▸ Action item: The span to repeat in the listing below runs from the line containing "Identify the location" to the line containing "This screenshot has height=993, width=1766.", inclusive. Repeat it exactly, and only it.

▸ Dataset records:
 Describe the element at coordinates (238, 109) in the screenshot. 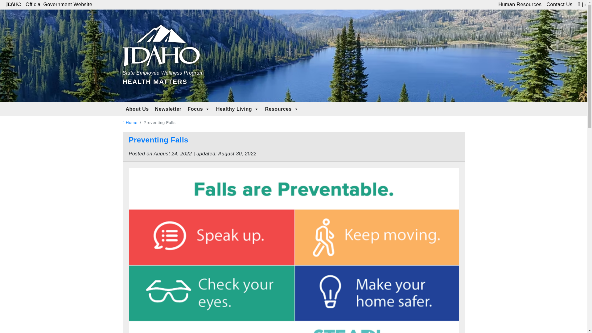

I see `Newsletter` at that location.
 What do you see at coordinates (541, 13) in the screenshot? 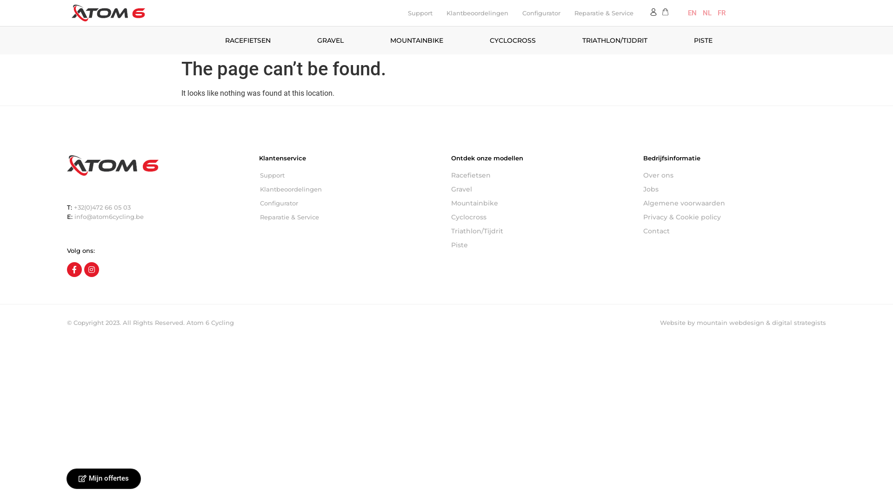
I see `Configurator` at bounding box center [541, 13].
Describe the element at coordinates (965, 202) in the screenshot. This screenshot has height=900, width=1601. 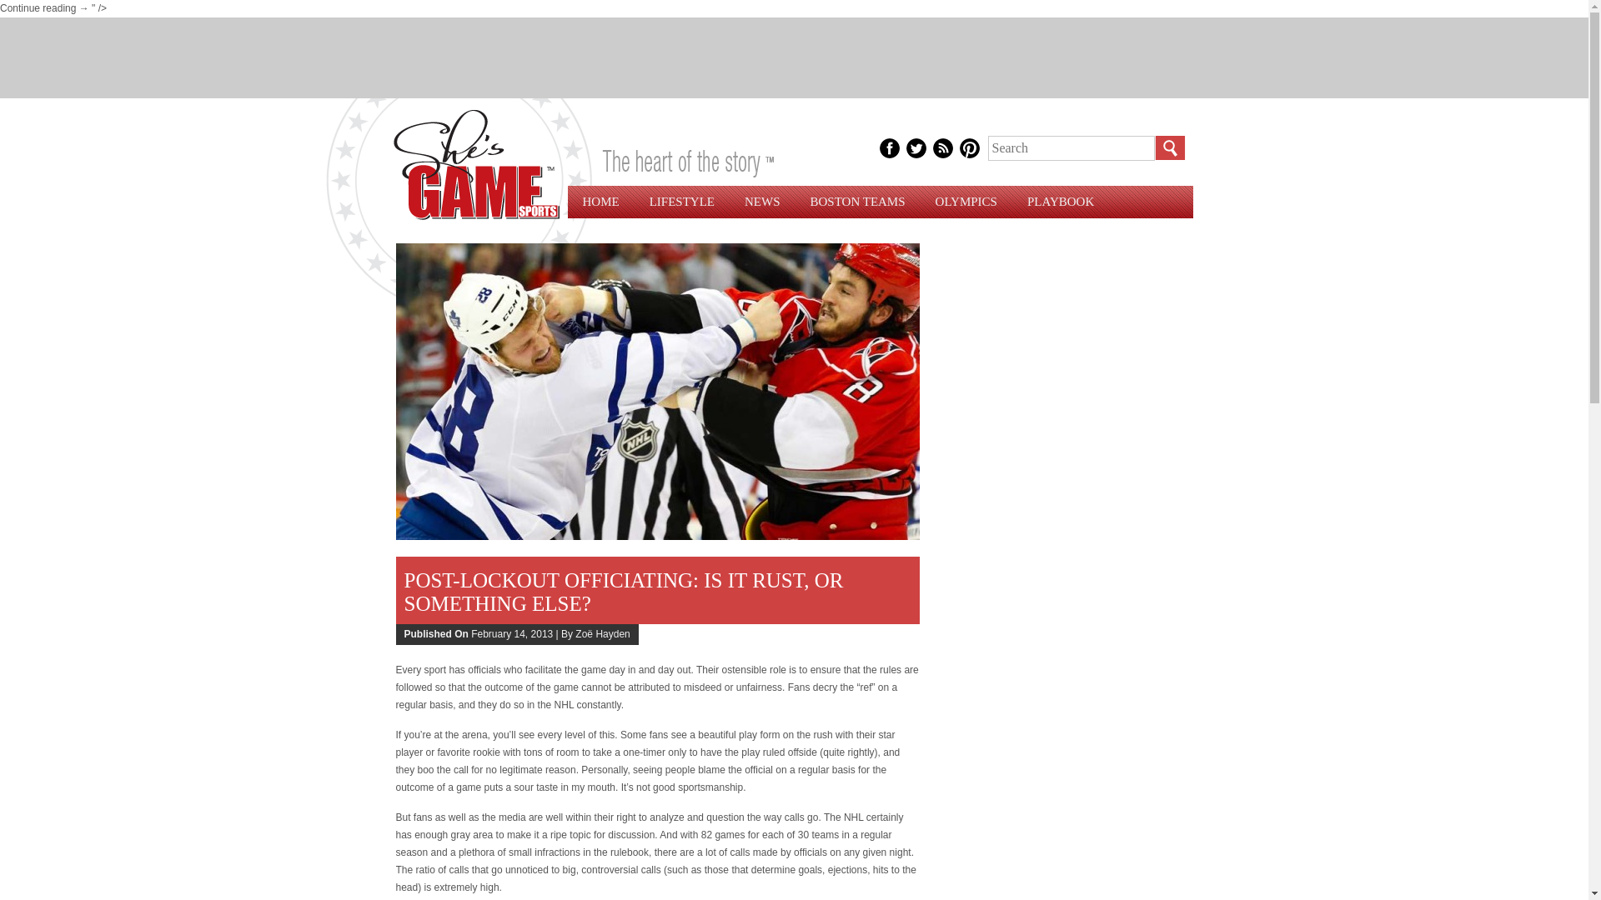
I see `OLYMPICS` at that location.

...

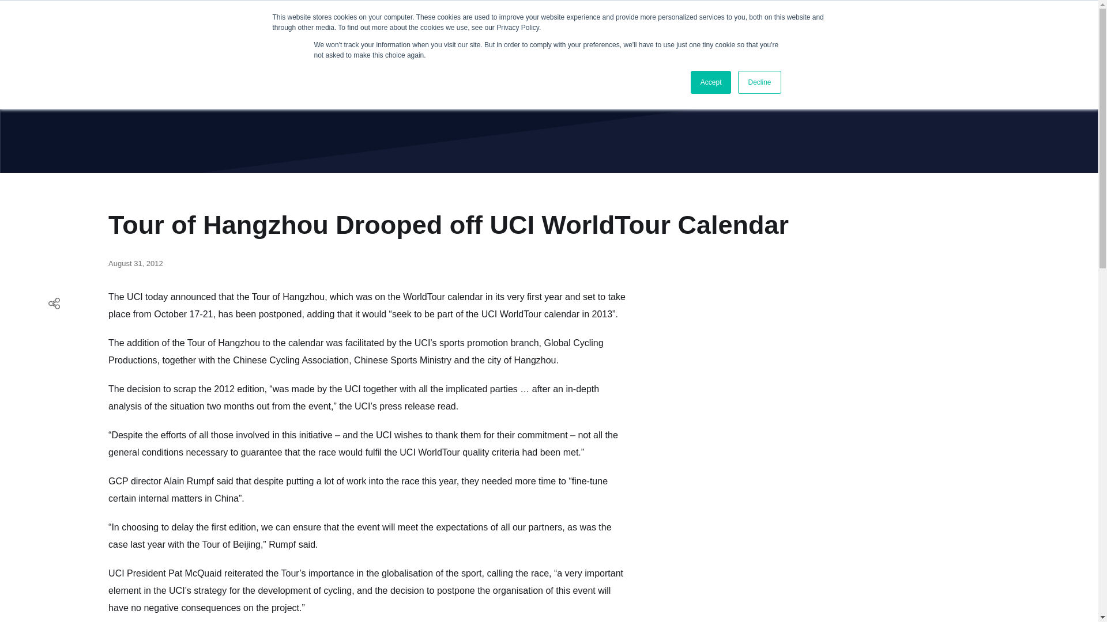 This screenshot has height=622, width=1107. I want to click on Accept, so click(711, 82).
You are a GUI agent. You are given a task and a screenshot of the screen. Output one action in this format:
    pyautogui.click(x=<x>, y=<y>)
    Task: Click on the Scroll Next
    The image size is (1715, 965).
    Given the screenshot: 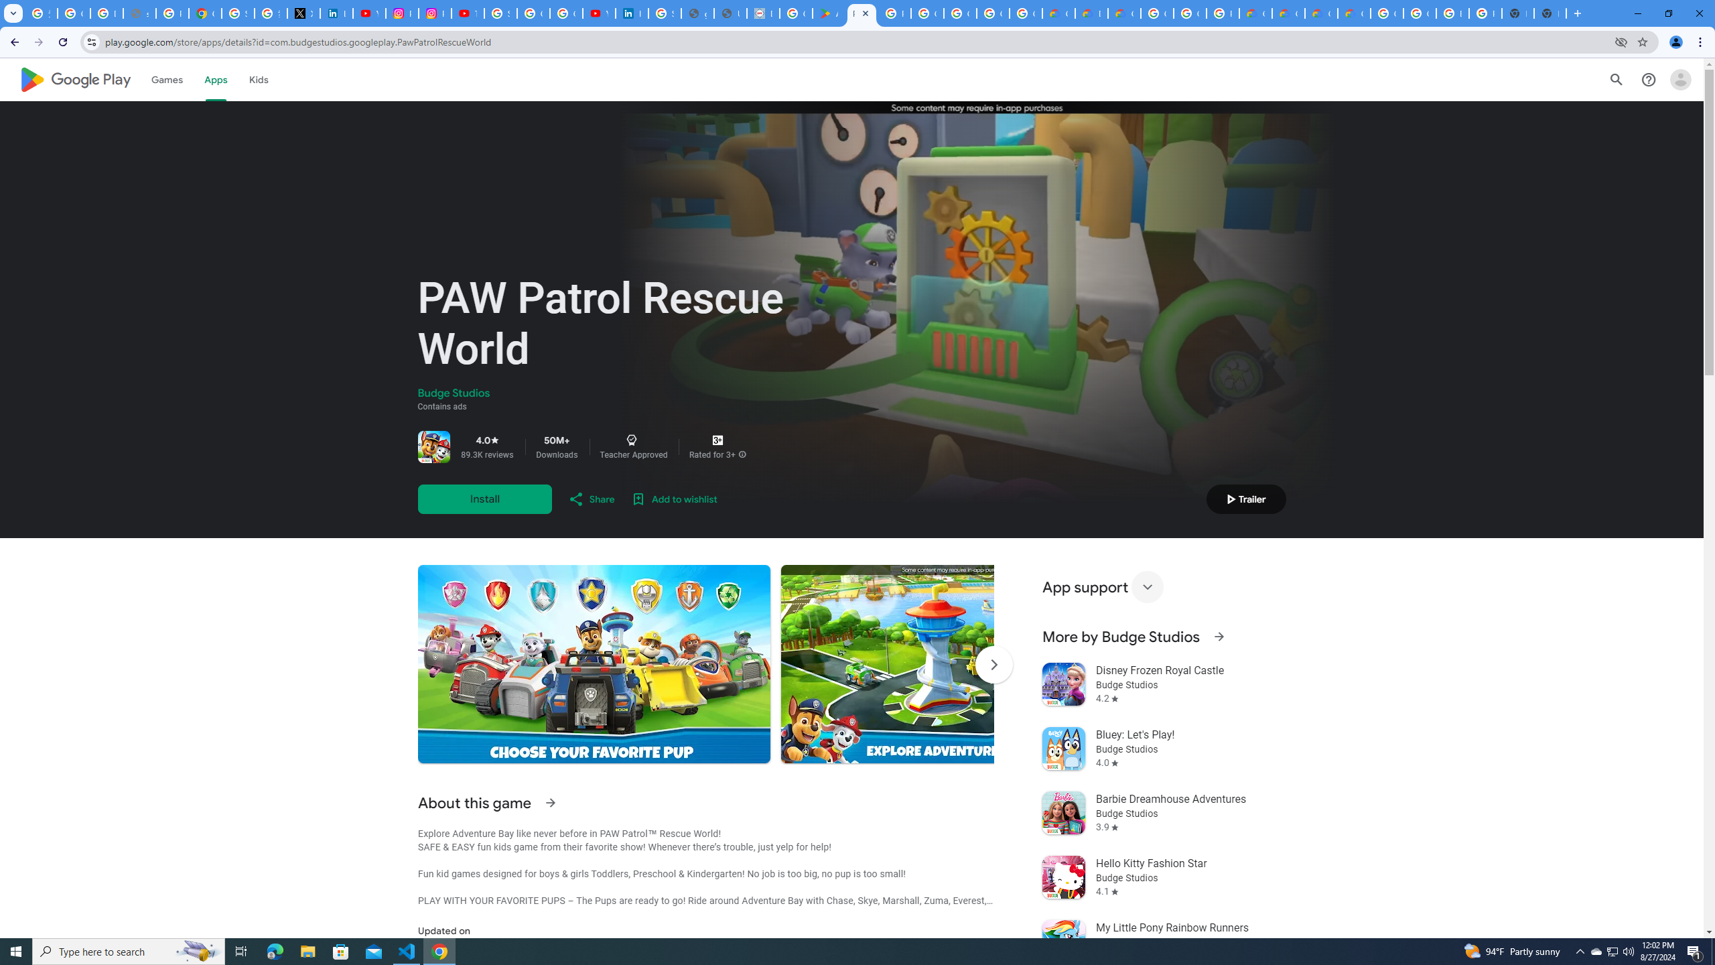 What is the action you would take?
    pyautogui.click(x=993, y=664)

==

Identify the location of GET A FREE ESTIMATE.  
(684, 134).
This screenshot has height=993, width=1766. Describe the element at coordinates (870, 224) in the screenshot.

▸ Finished exercise:
Identify the location of GET A FREE ESTIMATE.  
(684, 134).
This screenshot has height=993, width=1766. Describe the element at coordinates (870, 224) in the screenshot.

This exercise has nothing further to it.